DMCA: Ten Years of Unintended Consequences
Commentary by Fred von LohmannToday is the tenth anniversary of the Digital Millennium Copyright Act (DMCA), signed into law by President Bill Clinton on October 28, 1998. EFF is marking the occasion with the release of a 19-page report that focuses on the most notorious part of the law: the ban on "circumventing" digital rights management (DRM) and other "technological protection measures." The report, entitled Unintended Consequences: Ten Years Under the DMCA, collects reported cases where the DMCA was used not against copyright infringers, but instead against consumers, scientists and legitimate competitors.
The collected stories are like a trip down memory lane for those who have followed digital freedom issues over the past decade. Here are a few examples of DMCA abuse in the report that you might remember:
- In 1999, Sony sues Connectix over the Virtual Game Station, which let you play your legit Playstation games on your Macintosh.
- In 2001, the Secure Digital Music Initiative (SDMI) threatens Princeton Professor Ed Felten's research team over disclosure of vulnerabilities in audio watermarking technology.
- In 2001, Russian programmer Dmitry Sklyarov is arrested after speaking at Defcon, accused of building software for his employer, ElcomSoft, that converted Adobe e-books to PDF.
- In 2002, Blizzard sues a group of hobbyist open source developers over bnetd, server software that allows people to play Blizzard games against each other over the Internet.
- In 2003, Lexmark uses the DMCA to block distribution of chips that allow refilling of laser toner cartridges.
- In 2004, Hollywood succeeds in shutting down 321 Studios' DVD X Copy software, which allowed people to make backup copies of their own DVDs.

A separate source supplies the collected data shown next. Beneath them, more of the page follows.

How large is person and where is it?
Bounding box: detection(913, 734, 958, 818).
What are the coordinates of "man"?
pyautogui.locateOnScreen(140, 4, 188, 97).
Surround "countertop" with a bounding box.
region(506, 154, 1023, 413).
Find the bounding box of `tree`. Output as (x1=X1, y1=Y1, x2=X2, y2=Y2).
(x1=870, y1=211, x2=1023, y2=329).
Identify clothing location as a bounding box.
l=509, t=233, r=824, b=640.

- In 2006, computer security researchers at Princeton delay disclosure of the Sony-BMG "rootkit" based on fears of DMCA liability.

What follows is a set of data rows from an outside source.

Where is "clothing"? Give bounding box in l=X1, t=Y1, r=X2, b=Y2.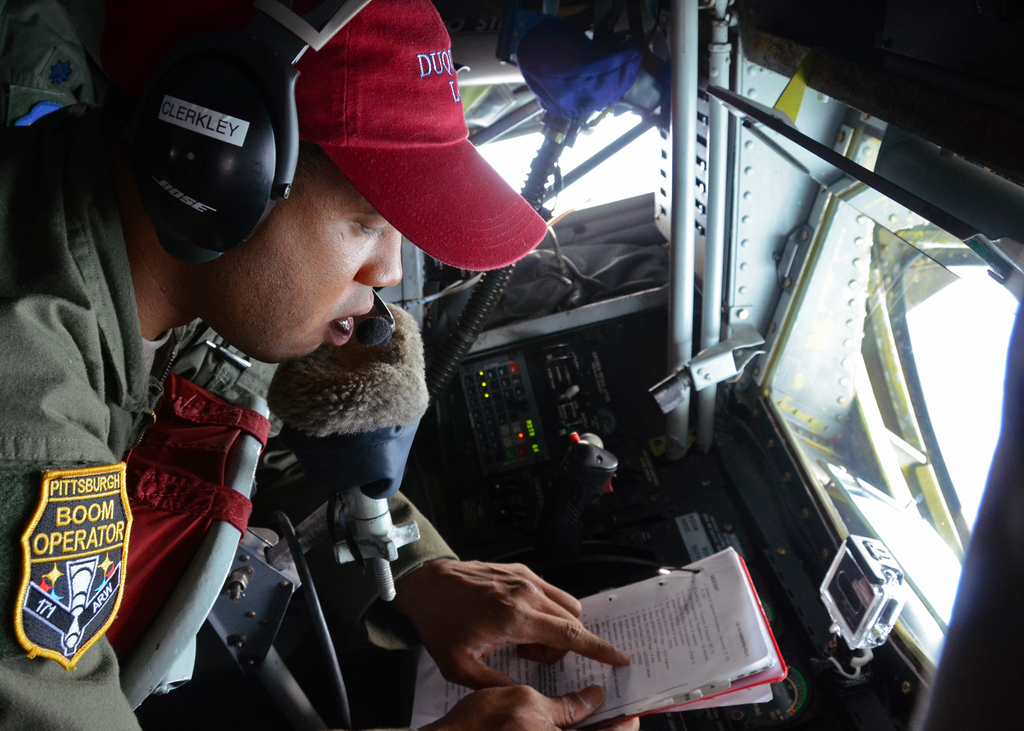
l=0, t=105, r=461, b=730.
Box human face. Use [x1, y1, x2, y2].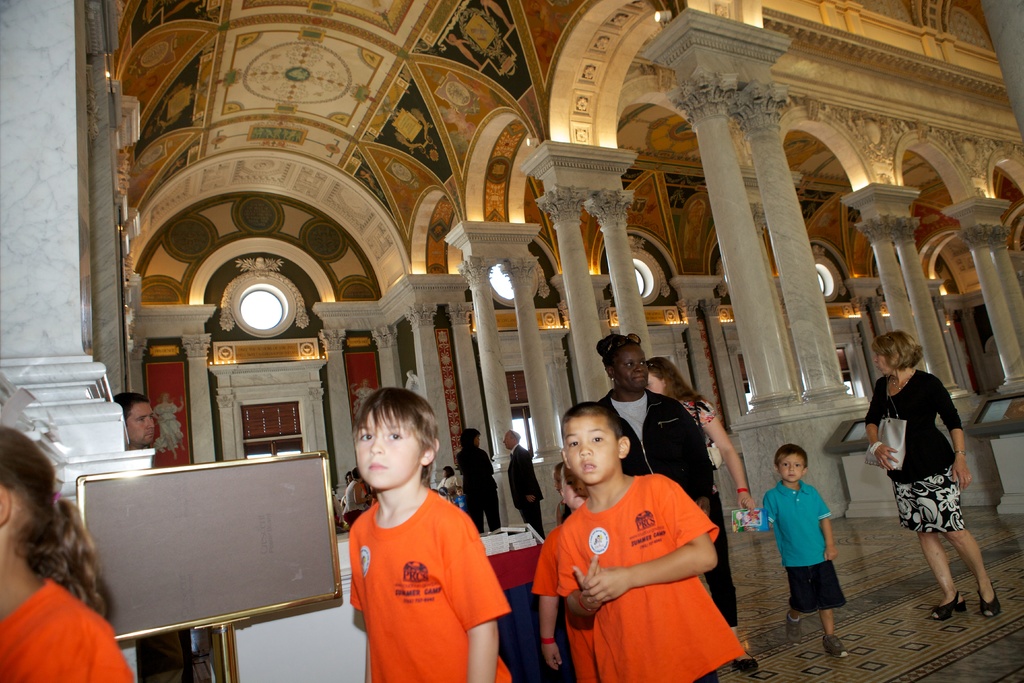
[561, 418, 621, 485].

- In 2008, Hollywood targets Real Networks over RealDVD, software that allows you to copy DVDs to a hard drive for later viewing.
The collection of stories makes vividly clear what EFF has been saying for the past ten years: the DMCA has harmed fair use, free speech, scientific research, and legitimate competition.
That's all the more galling because the law has failed in its stated goal of preventing digital piracy, instead being used to prop up weak DRM schemes whose only purpose is to hinder competition, innovation, and interoperability. That explains why the music industry has largely abandoned DRM, while the Hollywood studios cling to it more fervently than ever.
Not everything in the DMCA is bad. While the anti-circumvention provisions have proven to be a dangerous failure, the so-called "safe harbor" provisions for online service providers have succeeded in creating enough legal certainty to launch companies like Yahoo, Google, eBay, YouTube, and MySpace. Of course, copyright owners have been working hard in cases like Viacom v. YouTube and Io v. Veoh to erode these safe harbors. And, while the safe harbors have protected intermediaries like Google, they have not adequately protected the free speech interests of internet users, as the McCain-Palin campaign recently learned.
There have been recent rumors that the new Congress might reopen the DMCA, creating an opportunity for reform. Unfortunately, that may also create an opportunity for MPAA and RIAA mischief. For now, here's hoping that the DRM continues its slow death and the anti-circumvention provisions become less relevant to real businesses, while the courts continue to interpret the safe harbors to leave a door open to the Internet's disruptive innovators.
P.S. For more perspectives on the DMCA's origins and legacy during this 10 year anniversary week, see Freedom to Tinker and the Public Knowledge blog all this week.